Digital Cameras

Digital Camera Reviews – Digital cameras have been increasingly and more frequently reviewed on this website over the years. What differentiates the digital camera reviews you will find on 35mmc from those you find on many other websites, is that they are often written by people who have more of a penchant for film cameras.

As such, the reviews might be a little more about the experience of shooting the camera than the objective quality of the results. You might also find reviews of digital cameras that are quite old but continue to be used by their owners for a range of reasons beyond which one has the most megapickles, or is better in lower light.

As with all the content on this website, if you find something of interest, you can find more similar products by clicking on the tags you will find at the bottom of the reviews.

Sigma DP1 Merrill – Finding perspective in the Mojave Desert – By Brian Cox

This camera will teach you the meaning of tough love. It has a very low tolerance for shooting outside of its comfort zone and is quick to remind you of its limitations. Many of the online reviews will quickly point out its flaws and they aren’t necessarily wrong. Let’s start with those flaws and my “real world” experience.

Battery life? Yes, as the reviews will tell you it’s terrible. I usually have at least four batteries on me when I take this camera out. On the bright side the battery is shared with the Ricoh GR digital which I already owned and had plenty of spares.

The screen? Yes, that’s bad as well. It’s only useful for composing and that’s also a real challenge in bright daylight. No Chimping here folks. What you see on the screen is not an accurate representation of what you actually captured.

The Sigma dp2 Quattro

Sigma dp2 Quattro – Out of Left Field – An Opinionated Review – By Tim Bradshaw

Or, twenty rolls of Ektachrome and the lies we tell ourselves. Or, how to be wrong. Preliminaries Why this mad thing? I’m a photographer who uses film and makes prints in a darkroom: I like to make things which live on bits of paper, not screens. And of course I also like slightly impractical tools, …

Sigma dp2 Quattro – Out of Left Field – An Opinionated Review – By Tim Bradshaw Read More

Sony ZV-1 Review – A High Quality Digital Point & Shoot?

Me and my family recently spent a week driving around North Wales in my wife’s van. Me being me, I wanted to take a lot of photos. I also took a lot of cameras. 3 more than I actually used – which is unusual for me. The ones I did use were a Hasselblad SWC and a Pentax 110 auto film cameras, and the subject of this article, a Sony ZV-1 compact digital.

The Sony ZV-1 is punted by the brand as a “vloggers camera” – as such, it is supposedly designed more for video blogging, or in simple terms selfie-video. In fact, shooting video is what I bought it for, though not for me, but for work, and not for pointing at myself. As a creative agency producing a lot of video content our team has greatly expanded in the last year. We’ve bought some new kit too. A couple of new lenses, a drone and this ZV-1 have increased our capabilities. The Sony ZV-1 was specifically bought to capture little off the cuff mini-interviews at events. It’s small size makes for a camera that isn’t as threatening to people we point it at, meaning we can get little snippets and sound bites out of more nervous people as well as capturing people who have less time etc. We also bought it because unlike our bigger cameras which top out at 100fps for 1/4 speed slow motion, the Sony ZV-1 does 1000fps for when we want to capture something much more fast moving etc.

Of course, before I could give it to the team, I felt I needed to try it first. In short, I decided to take it on holiday. Not for video, I should add – though I did take a few slow-mo clips that I’ll never likely do anything with – but for snaps.

Nikon Df – Thoughts From a Film Shooter – by David Hume

I remember the immense hype around the Nikon Df just before its release in 2013 – teaser campaigns; leaked specs, mystery mock-ups. Then came a tsunami of derision and disappointment when the Df hit the market. I was one of the disappointed ones; when I saw its bloated form in a camera-shop window I did not even bother to go inside for a closer look.

Digital Nostalgia – 5 Early Digital Cameras from between 2001 and 2005 – By Bob Janes

The world spins. Everything comes around. Eventually we start to get misty-eyed about stuff that seems to have only just left the room. Yes, I’m at that point. I’m about to get nostalgic about digital cameras.

There was a sort of proto age of digital cameras at the start of the millennium, just before DSLRs started to dominate. Back then, digital cameras were possibly at their most varied and most innovative.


▶ **What is needed**: Copy verbatim the material from its first line to the line that holds "The height and width of the screenshot is (332, 656).", including that line.

▶ **Data under study**:
--- START ---
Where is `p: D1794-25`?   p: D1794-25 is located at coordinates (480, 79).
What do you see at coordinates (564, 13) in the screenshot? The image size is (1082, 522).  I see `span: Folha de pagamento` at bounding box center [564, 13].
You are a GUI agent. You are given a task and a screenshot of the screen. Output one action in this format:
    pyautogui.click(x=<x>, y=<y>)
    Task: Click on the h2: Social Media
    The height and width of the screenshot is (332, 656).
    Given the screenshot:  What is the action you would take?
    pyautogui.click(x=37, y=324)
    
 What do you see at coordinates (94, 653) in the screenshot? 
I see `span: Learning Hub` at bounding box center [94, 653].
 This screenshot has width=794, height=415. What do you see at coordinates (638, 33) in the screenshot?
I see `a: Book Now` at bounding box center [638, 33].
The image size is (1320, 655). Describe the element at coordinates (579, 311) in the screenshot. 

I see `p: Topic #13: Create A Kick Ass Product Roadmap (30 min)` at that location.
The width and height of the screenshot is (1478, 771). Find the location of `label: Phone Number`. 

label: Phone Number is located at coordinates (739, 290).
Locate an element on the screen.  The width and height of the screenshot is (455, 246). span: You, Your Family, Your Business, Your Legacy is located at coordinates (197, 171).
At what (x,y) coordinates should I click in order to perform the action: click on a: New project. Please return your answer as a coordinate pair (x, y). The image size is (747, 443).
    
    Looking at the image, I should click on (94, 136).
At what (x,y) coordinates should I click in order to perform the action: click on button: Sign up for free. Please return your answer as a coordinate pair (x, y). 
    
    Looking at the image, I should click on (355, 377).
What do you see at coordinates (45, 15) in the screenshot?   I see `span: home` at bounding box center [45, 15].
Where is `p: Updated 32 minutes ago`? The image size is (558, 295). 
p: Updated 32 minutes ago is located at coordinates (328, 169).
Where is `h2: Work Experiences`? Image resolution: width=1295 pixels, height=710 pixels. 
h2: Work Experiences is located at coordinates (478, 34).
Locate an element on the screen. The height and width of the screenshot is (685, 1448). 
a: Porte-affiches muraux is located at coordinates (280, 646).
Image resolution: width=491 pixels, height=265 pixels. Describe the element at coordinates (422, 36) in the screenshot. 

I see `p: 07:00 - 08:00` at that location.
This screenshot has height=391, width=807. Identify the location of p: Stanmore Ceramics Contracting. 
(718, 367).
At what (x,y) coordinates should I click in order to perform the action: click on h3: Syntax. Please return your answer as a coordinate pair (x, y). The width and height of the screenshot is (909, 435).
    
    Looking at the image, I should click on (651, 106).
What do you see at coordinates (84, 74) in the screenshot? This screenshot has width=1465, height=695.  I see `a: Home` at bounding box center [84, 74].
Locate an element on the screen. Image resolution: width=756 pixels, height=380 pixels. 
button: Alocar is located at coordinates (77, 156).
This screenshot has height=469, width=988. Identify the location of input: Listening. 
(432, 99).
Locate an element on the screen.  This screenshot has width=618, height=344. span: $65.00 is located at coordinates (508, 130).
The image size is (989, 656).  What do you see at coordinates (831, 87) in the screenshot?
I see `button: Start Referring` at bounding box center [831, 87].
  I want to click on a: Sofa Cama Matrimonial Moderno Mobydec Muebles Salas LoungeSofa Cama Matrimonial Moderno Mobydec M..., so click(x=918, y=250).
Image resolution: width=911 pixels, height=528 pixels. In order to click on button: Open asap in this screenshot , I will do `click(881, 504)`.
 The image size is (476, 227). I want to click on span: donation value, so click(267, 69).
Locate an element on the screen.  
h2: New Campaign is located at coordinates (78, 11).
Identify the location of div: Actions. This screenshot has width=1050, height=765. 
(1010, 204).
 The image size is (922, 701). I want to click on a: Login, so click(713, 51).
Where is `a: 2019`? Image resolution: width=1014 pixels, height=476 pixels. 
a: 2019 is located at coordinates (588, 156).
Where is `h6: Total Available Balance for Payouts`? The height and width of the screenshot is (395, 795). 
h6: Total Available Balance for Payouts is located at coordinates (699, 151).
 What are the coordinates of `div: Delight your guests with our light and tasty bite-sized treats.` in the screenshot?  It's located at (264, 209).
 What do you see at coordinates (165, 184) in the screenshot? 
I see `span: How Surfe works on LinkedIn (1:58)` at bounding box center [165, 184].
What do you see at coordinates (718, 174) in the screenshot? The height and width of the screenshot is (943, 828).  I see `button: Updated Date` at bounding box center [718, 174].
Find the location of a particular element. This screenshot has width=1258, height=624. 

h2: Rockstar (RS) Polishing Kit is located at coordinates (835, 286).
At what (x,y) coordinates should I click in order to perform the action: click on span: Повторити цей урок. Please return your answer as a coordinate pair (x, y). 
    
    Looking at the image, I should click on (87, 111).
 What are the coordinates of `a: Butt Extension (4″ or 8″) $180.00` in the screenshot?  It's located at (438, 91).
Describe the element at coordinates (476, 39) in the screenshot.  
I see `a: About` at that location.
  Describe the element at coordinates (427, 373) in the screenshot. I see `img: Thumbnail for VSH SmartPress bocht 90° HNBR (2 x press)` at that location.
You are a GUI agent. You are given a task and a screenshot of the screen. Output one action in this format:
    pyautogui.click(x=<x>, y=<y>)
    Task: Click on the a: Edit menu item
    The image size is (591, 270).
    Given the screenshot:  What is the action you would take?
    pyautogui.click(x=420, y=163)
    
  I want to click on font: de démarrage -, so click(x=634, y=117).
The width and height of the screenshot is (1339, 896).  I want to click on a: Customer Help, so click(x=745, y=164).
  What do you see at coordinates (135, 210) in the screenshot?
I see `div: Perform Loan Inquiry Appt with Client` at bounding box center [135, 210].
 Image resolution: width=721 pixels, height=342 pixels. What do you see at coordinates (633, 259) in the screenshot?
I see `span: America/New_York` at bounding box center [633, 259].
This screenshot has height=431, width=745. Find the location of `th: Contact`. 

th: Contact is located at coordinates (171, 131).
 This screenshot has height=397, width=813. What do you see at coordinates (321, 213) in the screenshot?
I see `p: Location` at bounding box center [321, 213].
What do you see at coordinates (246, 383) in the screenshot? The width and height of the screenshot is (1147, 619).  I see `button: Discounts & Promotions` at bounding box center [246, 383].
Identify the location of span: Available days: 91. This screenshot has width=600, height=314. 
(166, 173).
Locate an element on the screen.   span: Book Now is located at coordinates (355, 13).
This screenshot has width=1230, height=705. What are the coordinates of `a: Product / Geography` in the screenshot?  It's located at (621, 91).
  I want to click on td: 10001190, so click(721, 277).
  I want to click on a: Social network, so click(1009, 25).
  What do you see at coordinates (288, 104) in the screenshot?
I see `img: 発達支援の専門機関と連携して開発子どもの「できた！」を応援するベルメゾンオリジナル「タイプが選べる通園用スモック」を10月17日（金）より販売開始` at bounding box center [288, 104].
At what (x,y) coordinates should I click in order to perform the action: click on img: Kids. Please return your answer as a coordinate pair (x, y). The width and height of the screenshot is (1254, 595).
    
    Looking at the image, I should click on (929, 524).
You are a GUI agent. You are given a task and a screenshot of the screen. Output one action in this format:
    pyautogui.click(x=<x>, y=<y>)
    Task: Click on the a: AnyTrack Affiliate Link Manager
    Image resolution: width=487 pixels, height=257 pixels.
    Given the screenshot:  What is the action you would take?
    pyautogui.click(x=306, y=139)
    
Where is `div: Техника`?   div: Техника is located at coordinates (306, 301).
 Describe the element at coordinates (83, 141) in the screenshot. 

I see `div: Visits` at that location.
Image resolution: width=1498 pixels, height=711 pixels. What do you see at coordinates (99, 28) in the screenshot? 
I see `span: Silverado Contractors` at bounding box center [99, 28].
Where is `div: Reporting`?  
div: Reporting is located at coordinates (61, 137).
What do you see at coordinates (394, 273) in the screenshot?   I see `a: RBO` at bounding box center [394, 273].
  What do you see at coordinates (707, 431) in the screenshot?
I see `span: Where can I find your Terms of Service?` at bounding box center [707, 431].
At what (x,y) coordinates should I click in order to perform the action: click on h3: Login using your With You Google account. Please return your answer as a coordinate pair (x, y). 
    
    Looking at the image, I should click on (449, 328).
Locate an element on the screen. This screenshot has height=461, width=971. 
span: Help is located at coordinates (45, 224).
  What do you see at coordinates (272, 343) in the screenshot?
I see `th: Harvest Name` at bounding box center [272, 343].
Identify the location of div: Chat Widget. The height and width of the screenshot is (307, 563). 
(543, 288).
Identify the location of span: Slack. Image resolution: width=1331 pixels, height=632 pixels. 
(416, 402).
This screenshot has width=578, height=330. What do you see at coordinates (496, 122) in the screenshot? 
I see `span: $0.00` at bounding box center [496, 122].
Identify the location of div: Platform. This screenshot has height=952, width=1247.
--- END ---
▶ **Written response**:
Where is `p: D1794-25`?   p: D1794-25 is located at coordinates (480, 79).
What do you see at coordinates (564, 13) in the screenshot? The image size is (1082, 522).  I see `span: Folha de pagamento` at bounding box center [564, 13].
You are a GUI agent. You are given a task and a screenshot of the screen. Output one action in this format:
    pyautogui.click(x=<x>, y=<y>)
    Task: Click on the h2: Social Media
    The height and width of the screenshot is (332, 656).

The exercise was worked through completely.